Miracles, human "angels" lead to freedom
As the kicking and beating continued, Nkosi said he surrendered all to God and felt God's love enveloping him in unconscious peace. He awoke in the basement of a private hospital where medical personnel were caring for his broken bones and other injuries.
Through a series of miracles, God's people, at the risk of their own lives, discovered Nkosi left for dead by the government agents. Nkosi only stayed at the hospital for a few hours for fear of being discovered. Then, for several weeks, Sazi, Nkosi's wife, and the Crocodile cast moved him from one hiding place to another. Finally, his brother and grandmother smuggled him into neighboring Botswana, where Nkosi and his brother spent the next six months in a detention center for illegal immigrants in Francistown.

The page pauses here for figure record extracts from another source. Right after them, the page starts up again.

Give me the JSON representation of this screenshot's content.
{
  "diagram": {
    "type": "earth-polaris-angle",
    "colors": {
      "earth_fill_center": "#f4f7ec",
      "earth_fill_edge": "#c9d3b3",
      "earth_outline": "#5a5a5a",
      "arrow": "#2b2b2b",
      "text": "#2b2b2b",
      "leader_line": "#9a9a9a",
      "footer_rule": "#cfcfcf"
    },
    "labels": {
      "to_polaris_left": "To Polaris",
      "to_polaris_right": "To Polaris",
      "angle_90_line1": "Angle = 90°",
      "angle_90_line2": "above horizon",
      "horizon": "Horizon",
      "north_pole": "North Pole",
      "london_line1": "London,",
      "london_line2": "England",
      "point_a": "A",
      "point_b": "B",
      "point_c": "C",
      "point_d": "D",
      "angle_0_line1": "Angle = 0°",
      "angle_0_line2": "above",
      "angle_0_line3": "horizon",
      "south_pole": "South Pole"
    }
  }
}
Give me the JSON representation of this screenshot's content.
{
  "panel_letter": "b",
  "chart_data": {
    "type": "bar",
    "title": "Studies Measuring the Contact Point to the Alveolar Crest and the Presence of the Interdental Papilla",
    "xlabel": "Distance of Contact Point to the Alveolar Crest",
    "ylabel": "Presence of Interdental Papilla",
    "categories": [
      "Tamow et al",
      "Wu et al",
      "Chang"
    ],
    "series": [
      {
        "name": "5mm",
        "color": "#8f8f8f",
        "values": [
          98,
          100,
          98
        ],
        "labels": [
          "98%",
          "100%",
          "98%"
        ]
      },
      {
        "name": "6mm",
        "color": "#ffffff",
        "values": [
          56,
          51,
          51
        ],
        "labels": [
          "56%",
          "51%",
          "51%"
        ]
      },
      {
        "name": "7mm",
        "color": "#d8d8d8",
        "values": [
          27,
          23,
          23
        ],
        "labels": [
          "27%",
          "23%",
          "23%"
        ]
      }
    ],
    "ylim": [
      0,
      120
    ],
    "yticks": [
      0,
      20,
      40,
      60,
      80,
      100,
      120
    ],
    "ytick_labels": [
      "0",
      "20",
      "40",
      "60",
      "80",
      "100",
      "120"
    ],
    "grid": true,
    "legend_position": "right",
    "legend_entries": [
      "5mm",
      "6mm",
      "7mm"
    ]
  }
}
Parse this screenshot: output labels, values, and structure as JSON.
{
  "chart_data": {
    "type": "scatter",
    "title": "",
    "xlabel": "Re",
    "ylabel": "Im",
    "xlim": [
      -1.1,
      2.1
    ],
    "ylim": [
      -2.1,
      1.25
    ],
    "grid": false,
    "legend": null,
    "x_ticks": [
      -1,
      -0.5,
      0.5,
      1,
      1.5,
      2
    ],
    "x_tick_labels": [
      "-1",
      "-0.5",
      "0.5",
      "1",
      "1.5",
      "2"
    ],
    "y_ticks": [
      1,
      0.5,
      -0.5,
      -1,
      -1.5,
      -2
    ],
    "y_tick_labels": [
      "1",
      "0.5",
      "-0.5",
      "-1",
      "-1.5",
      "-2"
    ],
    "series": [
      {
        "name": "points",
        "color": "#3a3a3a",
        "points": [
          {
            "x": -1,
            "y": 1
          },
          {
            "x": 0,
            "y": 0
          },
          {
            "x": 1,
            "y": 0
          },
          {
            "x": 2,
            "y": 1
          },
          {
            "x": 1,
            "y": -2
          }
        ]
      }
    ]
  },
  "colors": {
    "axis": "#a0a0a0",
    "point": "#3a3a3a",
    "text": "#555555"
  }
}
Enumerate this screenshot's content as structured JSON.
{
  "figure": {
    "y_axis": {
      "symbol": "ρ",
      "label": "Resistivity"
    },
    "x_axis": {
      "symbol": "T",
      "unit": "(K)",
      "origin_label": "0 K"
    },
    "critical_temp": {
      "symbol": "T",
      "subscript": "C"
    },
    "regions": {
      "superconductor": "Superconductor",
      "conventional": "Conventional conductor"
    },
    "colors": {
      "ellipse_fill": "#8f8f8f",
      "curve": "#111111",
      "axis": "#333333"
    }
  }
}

After the detention center came a refugee camp where conditions were slightly better. When Nkosi received permission to live outside the camp, he searched for ways to use his skills to help others. He worked as the artistic director with the drama troupe Bopaganang Basha Ba Semoya (Youth Center of the Holy Spirit), a Mennonite Mission Network partner. The young actors presented plays in churches and communities to share the good news of God's love and to teach life skills
At the youth center, Nkosi met Melanie Quinn, who served with Mission Network from 2008-2015.
"Melanie was the first person to talk to me about the importance of making peace with myself, forgiving those that may have wronged me, and the love that God has for us as humans," Nkosi said. "To this day, we, the Nkosi family, hold her dearly as a mother, sister and friend."